Some days ago, the National Bureau of Economic Research published an article on the long term impacts of public and universal pre-school education programs on the lives of children. The study took place in Boston, in the United States of America, but holds particular relevance to the Portuguese context as it analyses a model that is very similar to the situation in Portugal. Nevertheless, just what types of impact are we referring to?
Attending pre-school compensates. In the short term, the advantages for the cognitive and socio-emotional development have been systematically corroborated by various different studies. However, what about the long term? What effects and impacts might pre-school education have on the life of a person?
A very recent study, published in the National Bureau of Economic Research, approaches precisely this question through analysis of a program to roll-out pre-school teaching in Boston, in the United States of America.
The study by Gray-Lobe and co-authors demonstrates that general access to public pre-school may have important impacts on the lives of children over the long term. Despite this study being among the first to apply a random sampling method to study the long term impacts of pre-school education, the results closely resemble those of other recent studies based on different methodologies. The earlier randomised studies focused on high intensity programs operating on a small scale, such as Perry Preschool or Carolina Abecedarian, launched in the 1960s and with samples of around 150 children coming from very poor families or with only limited scopes of analysis and short term results. Other studies examining large scale programs focus on pre-school programs targeting poor sections of the population – for example, the American program “Head Start” – and deploy comparisons among siblings, covering restricted geographic dimensions or discontinuous regression designs.
The study by Gray-Lobe and co-authors compared children who entered pre-school at four years of age between 1997 and 2003 through a lottery providing access to pre-schools with the number of applicants exceeding the number of places available – thus, with waiting lists. As regards the other children left on waiting lists, those who were (randomly) selected for pre-school registered a greater likelihood of enrolling in university, in preparatory programs for university access, better results in university access tests and a higher probability of completing secondary school at the right age. Attending pre-school also cuts the incidence of various coercive measures, such as serving youth custodial sentences. However, there were no detectable impacts on the scores recorded in performance tests taken between the third and eighth years of schooling.
Analysis of the subgroups also conveys how these effects, such as university enrolment, doing university access preparatory tests and in preventing legal offences were greater for males than for females and did not register any differences by socioeconomic level.
The program studied by these authors is particularly interesting due to its similarities with the public pre-school model provided in Portugal and in many other European countries. Pre-school in Boston is universal, open to all the children residing in the region irrespective of their household income and for a period of six hours per day. In practice, the program attracts a relatively disadvantaged student population with a large proportion of non-white students and from low income households.
There is still only scant evidence for grasping how universal programs affect participants over the long term. The evidence available from contemporary programs in Europe suggests that the expansion of access to pre-school education and formal creches may also benefit the cognitive and socio-emotional development of children. However, this evidence only covers high income countries, for example such as the expansions undertaken in Norway in the 1970s and 1990s and in Germany.
While documenting positive impacts measured in terms of both behaviour and educational performance, Gray-Lobe and co-authors leave open the mechanisms through which the program produced these positive impacts as do many of the aforementioned studies. Various hypotheses have been put forward to illustrate the potential mechanisms even while this requires more detailed studies that include information on the family and household environment and the quality of the pre-school teaching.
This leaves open various possibilities. Firstly, attending public pre-school may have provided the children with access to a better educational environment than the alternative without the public system; nevertheless, we are unable to ascertain whether this alternative would be a worse quality pre-school or simply being cared for by their mother or grandparents. Secondly, the mothers may have (re)entered the labour market in keeping with the opportunity to put their children into pre-school and this may have driven an increase in the household income and, consequently, reducing stress levels in the family. Finally, it is also possible that the parents learned new and better forms of interacting with their children in the house through contact with pre-school and that this fostered a better domestic environment.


▸ REQUIREMENT:
Across the listing below, work out how many lines include the word "elements". Give the number alone.
+++ DATA FOR THE TASK +++
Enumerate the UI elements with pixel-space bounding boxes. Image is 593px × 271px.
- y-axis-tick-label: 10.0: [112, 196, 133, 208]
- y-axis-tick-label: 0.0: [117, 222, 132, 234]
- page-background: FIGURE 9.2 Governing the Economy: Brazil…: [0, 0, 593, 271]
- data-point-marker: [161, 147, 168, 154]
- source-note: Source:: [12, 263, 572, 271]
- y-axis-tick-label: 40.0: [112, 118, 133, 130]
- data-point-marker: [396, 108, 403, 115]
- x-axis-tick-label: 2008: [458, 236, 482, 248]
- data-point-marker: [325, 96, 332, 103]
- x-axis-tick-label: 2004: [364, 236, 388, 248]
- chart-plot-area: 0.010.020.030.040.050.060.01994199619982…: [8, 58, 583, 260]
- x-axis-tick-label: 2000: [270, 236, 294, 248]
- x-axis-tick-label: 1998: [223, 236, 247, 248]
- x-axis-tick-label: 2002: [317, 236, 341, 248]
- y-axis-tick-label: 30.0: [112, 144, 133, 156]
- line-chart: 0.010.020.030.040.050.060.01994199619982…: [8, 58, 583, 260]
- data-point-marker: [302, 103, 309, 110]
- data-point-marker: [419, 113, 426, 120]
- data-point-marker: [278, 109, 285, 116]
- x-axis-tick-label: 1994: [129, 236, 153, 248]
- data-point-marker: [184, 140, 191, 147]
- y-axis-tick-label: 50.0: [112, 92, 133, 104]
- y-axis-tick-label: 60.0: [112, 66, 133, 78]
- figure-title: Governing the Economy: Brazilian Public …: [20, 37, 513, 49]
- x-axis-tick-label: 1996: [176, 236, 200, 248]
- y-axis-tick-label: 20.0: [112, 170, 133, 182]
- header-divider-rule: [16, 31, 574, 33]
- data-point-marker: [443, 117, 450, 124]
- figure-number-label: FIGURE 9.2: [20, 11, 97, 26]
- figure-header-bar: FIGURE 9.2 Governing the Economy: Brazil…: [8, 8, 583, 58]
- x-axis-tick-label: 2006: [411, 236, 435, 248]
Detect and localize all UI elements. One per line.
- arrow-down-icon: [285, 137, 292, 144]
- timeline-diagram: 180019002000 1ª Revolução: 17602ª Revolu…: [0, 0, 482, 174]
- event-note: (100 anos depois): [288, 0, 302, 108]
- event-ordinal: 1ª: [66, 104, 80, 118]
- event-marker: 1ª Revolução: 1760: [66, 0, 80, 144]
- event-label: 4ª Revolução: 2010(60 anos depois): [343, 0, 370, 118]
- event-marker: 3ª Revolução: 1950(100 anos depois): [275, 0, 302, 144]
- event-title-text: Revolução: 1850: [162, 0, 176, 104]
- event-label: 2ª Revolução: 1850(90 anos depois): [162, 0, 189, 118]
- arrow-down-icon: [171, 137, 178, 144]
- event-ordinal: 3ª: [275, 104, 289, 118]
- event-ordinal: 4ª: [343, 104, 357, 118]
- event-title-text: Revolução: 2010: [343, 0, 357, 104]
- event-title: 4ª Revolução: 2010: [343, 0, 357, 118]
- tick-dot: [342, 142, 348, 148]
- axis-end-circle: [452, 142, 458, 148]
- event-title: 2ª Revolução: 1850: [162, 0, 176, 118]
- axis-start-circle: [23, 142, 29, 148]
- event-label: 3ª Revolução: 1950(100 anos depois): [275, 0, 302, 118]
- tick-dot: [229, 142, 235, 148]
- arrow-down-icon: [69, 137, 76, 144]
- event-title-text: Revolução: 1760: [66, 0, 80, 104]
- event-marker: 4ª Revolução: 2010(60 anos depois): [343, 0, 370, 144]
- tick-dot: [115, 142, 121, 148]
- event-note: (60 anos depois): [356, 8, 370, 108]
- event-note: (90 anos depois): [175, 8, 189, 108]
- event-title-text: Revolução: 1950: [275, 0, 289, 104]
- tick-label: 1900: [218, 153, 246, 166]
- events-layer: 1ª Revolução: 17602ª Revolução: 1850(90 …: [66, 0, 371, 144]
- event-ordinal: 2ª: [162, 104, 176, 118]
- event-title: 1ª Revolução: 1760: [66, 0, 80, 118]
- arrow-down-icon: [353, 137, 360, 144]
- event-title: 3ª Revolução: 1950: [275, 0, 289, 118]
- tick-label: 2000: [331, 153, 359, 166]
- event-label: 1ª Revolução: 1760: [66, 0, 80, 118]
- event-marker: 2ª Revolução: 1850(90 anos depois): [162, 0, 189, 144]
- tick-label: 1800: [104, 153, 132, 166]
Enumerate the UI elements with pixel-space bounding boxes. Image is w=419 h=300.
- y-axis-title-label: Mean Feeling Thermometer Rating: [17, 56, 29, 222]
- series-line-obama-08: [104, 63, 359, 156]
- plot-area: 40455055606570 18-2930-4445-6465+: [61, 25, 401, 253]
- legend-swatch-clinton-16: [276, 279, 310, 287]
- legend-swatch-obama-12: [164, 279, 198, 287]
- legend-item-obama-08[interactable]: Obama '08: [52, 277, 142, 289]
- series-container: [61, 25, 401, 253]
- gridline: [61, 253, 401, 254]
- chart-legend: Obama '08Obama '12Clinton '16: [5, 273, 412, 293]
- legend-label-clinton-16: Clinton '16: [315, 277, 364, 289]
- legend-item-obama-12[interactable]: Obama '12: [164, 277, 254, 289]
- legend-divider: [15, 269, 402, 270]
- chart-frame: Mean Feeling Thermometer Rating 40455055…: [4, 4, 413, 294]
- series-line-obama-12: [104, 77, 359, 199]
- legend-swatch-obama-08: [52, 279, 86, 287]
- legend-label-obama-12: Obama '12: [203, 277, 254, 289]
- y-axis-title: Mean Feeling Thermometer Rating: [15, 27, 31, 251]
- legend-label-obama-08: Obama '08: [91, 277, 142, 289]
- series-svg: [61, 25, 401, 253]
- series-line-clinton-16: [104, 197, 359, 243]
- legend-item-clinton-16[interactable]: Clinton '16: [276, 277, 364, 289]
+++
▸ THE COMPLETED TASK:
3